Ladies and gentlemen, please put your hands together for the .EXPERT domain; a crackerjack extension for all you wizards, hotshots, and aficionados. As a new domain there’s still huge availability, but don’t wait too long because there are a lot of experts out there getting downright excited about it.
We put our heads together and came up with some suggestions for you, check these beauties out…
Webdesign.expert, nailart.expert, coding.expert, domain.expert, duckherding.expert, fashion.expert, goalscoring.expert, riskandfraud.expert, electrical.expert, languages.expert.
It’s new so there are still hundreds and thousands of names up for grabs – but everyone’s an .EXPERT, so get registering now!
Happy hunting
The EuroDNS Team
www.eurodns.com
sales@eurodns.com
So for one the registrar is telling people to pre-order them at €40, first come first served, yet they don’t mention anywhere in the ad, even at the fine print at the bottom that many of the domains are priced as premium domains with premium prices and therefore are not going to be €40 but much, much higher. (€40 lets just call it $50 although its more)
The second problem is the examples of domains the registrars are using in the ad.
Here are the domain names that appear in the EuroDns Ad
“We put our heads together and came up with some suggestions for you, check these beauties out…”
So out of the 10 “beauties” they picked out 2 are reserved by the registry and not available now at any price:
fashion.expert Reserved
Domain.Expert Reserved
Two of the 10 are Premium domains and are not available for €40
Nailart.expert is a premium priced at $129.99 to register and renew (Godaddy price)
coding.expert is a premium priced at $199.99 a year (Godaddy Price)
Two of the domains are already registered:
Webdesign.expert Taken
Electrical.expert Taken
These 4 “beauties” are available but I think we all will agree are simply horrible domains:
Goalscoring.Expert
Duckherding.expert
Languages.expert
Riskandfraud.expert
Ok maybe Languages.expert is not horrible but I have never heard the term duck herding in my life and if that is the one of the best 10 you can get after putting your heads together well you need more heads.
You might ask why did I use Godaddy.com prices in reference to a EuroDNS.com ad?
Good question
The answer is I could begin to understand what EuroDNS.com is charging or why they are charging the amount the are.
So when I tried to pre-register one of the two premium domains listed in the email coding.expert which Godaddy is charging $199.99 to register and which carries an annual renewal fee of $199.99 at Euro DNS this is what I got
If you click on the image it will get bigger and you will see EuroDNS.com is not charging €40 but a “one time set up fee of $165.06 AND one year of registration for $160.93 for a grand total of $325.99
So for a domain advertised in an email we received we have gone from about $50 to $325.99.
I have no idea what the justification for a “one time set up” fee is much less one of $165, so that is why I used the Godaddy price.
Moving on to NetworkSolutions.com and Register.com, who sent out the same email, here is their email:
So out of the three examples they gave in the email, Money.Expert is reserved by the registry and not available to be registered.
The other two were already taken before general availability but were available at the time of the mailing
Bottom line if your a registrar and going to email everyone in your database its a good idea to make sure that the domains your promoting are actually not reserved by the registry.
Don’t tell your customers to go and register something that is not available.
It will probably piss them off.
Don’t your customers they can pre-register a domain for $50 if its really going to cost them $360.
I think that is business101.expert
and yes that domain is available as of publication.
Joseph Peterson says
Duck herding …
Reading this post, Mike, is like watching you drop-kick a dozen ducklings.
Two thumbs up!
Rick Schwartz says
Confusion can only get worse.
This is like having 1000 departures with no Air TRAFFIC controller and no flight paths or patterns.

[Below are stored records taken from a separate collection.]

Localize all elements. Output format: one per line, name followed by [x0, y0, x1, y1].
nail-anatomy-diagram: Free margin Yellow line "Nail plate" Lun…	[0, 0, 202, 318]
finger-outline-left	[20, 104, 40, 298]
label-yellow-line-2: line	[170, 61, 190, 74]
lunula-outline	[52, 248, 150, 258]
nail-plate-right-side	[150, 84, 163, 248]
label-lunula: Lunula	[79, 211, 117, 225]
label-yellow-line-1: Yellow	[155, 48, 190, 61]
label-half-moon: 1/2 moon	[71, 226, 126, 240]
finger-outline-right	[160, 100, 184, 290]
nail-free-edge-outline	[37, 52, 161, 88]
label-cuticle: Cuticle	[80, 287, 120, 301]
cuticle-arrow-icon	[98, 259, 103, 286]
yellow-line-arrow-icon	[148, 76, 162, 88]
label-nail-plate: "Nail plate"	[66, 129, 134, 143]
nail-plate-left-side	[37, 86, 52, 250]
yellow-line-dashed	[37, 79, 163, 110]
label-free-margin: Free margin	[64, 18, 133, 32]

CLIMB ABOARD!!
I think sitting back and waiting to see if a secondary market even exists on ANY particular extension is a prudent way to proceed. I am a numbers guy and when I look at the numbers, they have ALL stalled. I think it is the job of each extension to go out there and define themselves. But if those companies FAIL to define themeselves, then the world will define them or more likely, ignore them alltogether.

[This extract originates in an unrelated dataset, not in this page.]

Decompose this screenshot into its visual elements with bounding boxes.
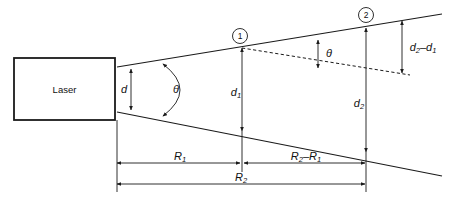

The marketing overall has been HORRIFIC so far and the numbers spread over 100 extensions is so bad everyone has to add them all together because if they listed each extension and the daily registrations individually it would be pretty bad when MOST are double and single digits. lol.
And you NEVER get a second chance to make a good first impression. So some of these guys hoarding their premiums will end up like the .mobi folks. Still hoarding after all these years. They would have been better off selling them ALL off on DAY ONE!
I mean there is a roadmap of pitfalls here with .mobi and a playbook of successful marketing by .co and both lessons are being ignored by all those that will never even TASTE their success.
Somebody might do it right, but by that time, fewer and fewer will be paying attention as each day domainers in particular seem to be getting more and more frustrated and some even angry.
ontheinterweb says
RE: “Confusion can only get worse. This is like having 1000 departures with no Air TRAFFIC controller and no flight paths or patterns. CLIMB ABOARD!!”
pfffffff the same could be said about the entire internet with all these different social platforms.. there are lots of them now.
yet i seem to be the one confused and everyone else (that actually uses them) is not confused and very involved. these were the people who never touched a computer in my high school daze. counting on people to become “more confused” as time goes by is desperate and completely backwards.
you “numbers people” are counting wrong. there might not be a TLD with hundreds of thousands or millions of registrations.. its going to be all of them together.. thats the point of having 1,000 “limited” extensions. when you have that many it becomes closer to “unlimited”
how many .COM domains have the word “expert” in them. probably a lot but when compared to the entire .COM zone file its pretty insignificant isnt it?
finally, anyone who brings .mobi and .co into this as a basis for why its “not gonna work out” clearly has gotten tired, grumpy, jaded. its an awful comparison.. 1,000 TLD’s being released at one time isnt .mobi and .co
Grim says
Re: “pfffffff the same could be said about the entire internet with all these different social platforms.. there are lots of them now.”
Yes, and less than half a dozen of the social networks really matter, with one reining supreme over the rest. So is that a ringing endorsement for the success of the gTLDs?
Anunt says
.mobi looks like great success compared to these new gTLDs
new gTLDs have only one hope left…GOOGLE
jfranklin says
The fact that the registrars are holding names for ransom as premium names from a hand reg perspective instead of on a first come first serve basis has always seemed rediculous to me. I understand the registrars getting involved in the aftermarket, after the domains have actually been registered at least once, but from the first release seems odd and a bit unfair. On top of that having to renew at the premium price as well yearly? Didn’t .tv try that and lose a lot of original registrants, because they were trying to make yearly renewal rates through the roof? Then the next person that got to register that same “premium .tv domain” got it for the regualar yearly renewal of $39.95 or whatever each registrar charges for tv.
Marcio Rocon says
The price is still salty, it is ideal to wait to see if the name will catch on.